Large Language Models (LLMs) have made significant advancements in Natural Language Processing (NLP) by excelling in various NLP tasks. This study specifically focuses on evaluating the performance of LLMs for Named Entity Recognition (NER) and Part-of-Speech (POS) tagging for a low-resource language, Nepali. The aim is to study the effectiveness of these models for languages with limited resources by conducting experiments involving various parameters and fine-tuning and evaluating two datasets namely, ILPRL and EBIQUITY. In this work, we have experimented with eight LLMs for Nepali NER and POS tagging.
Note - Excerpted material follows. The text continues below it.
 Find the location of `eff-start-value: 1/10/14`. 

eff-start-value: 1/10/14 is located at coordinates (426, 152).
While some prior works utilized larger datasets than ours, our contribution lies in presenting a comprehensive analysis of multiple LLMs in a unified setting. The findings indicate that NepBERTa, trained solely in the Nepali language, demonstrated the highest performance with F1-scores of 0.76 and 0.90 in ILPRL dataset. Similarly, it achieved 0.79 and 0.97 in EBIQUITY dataset for NER and POS respectively. This study not only highlights the potential of LLMs in performing classification tasks for low-resource languages but also compares their performance with that of alternative approaches deployed for the tasks.

2021

In this era of AI and Deep Learning, Speech Recognition has achieved fairly good levels of accuracy and is bound to change the way humans interact with computers, which happens mostly through texts today. Most of the speech recognition systems for the Nepali language to date use conventional approaches which involve separately trained acoustic, pronunciation and language model components. Creating a pronunciation lexicon from scratch and defining phoneme sets for the language requires expert knowledge, and at the same time is time-consuming. In this work, we present an End-to-End ASR approach, which uses a joint CTC- attention-based encoder-decoder and a Recurrent Neural Network based language modeling which eliminates the need of creating a pronunciation lexicon from scratch. ESPnet toolkit which uses Kaldi Style of data preparation is the framework used for this work. The speech and transcription data used for this research is freely available on the Open Speech and Language Resources (OpenSLR). We use about 159k transcribed speech data to train the speech recognition model which currently recognizes speech input with the CER of 10.3%.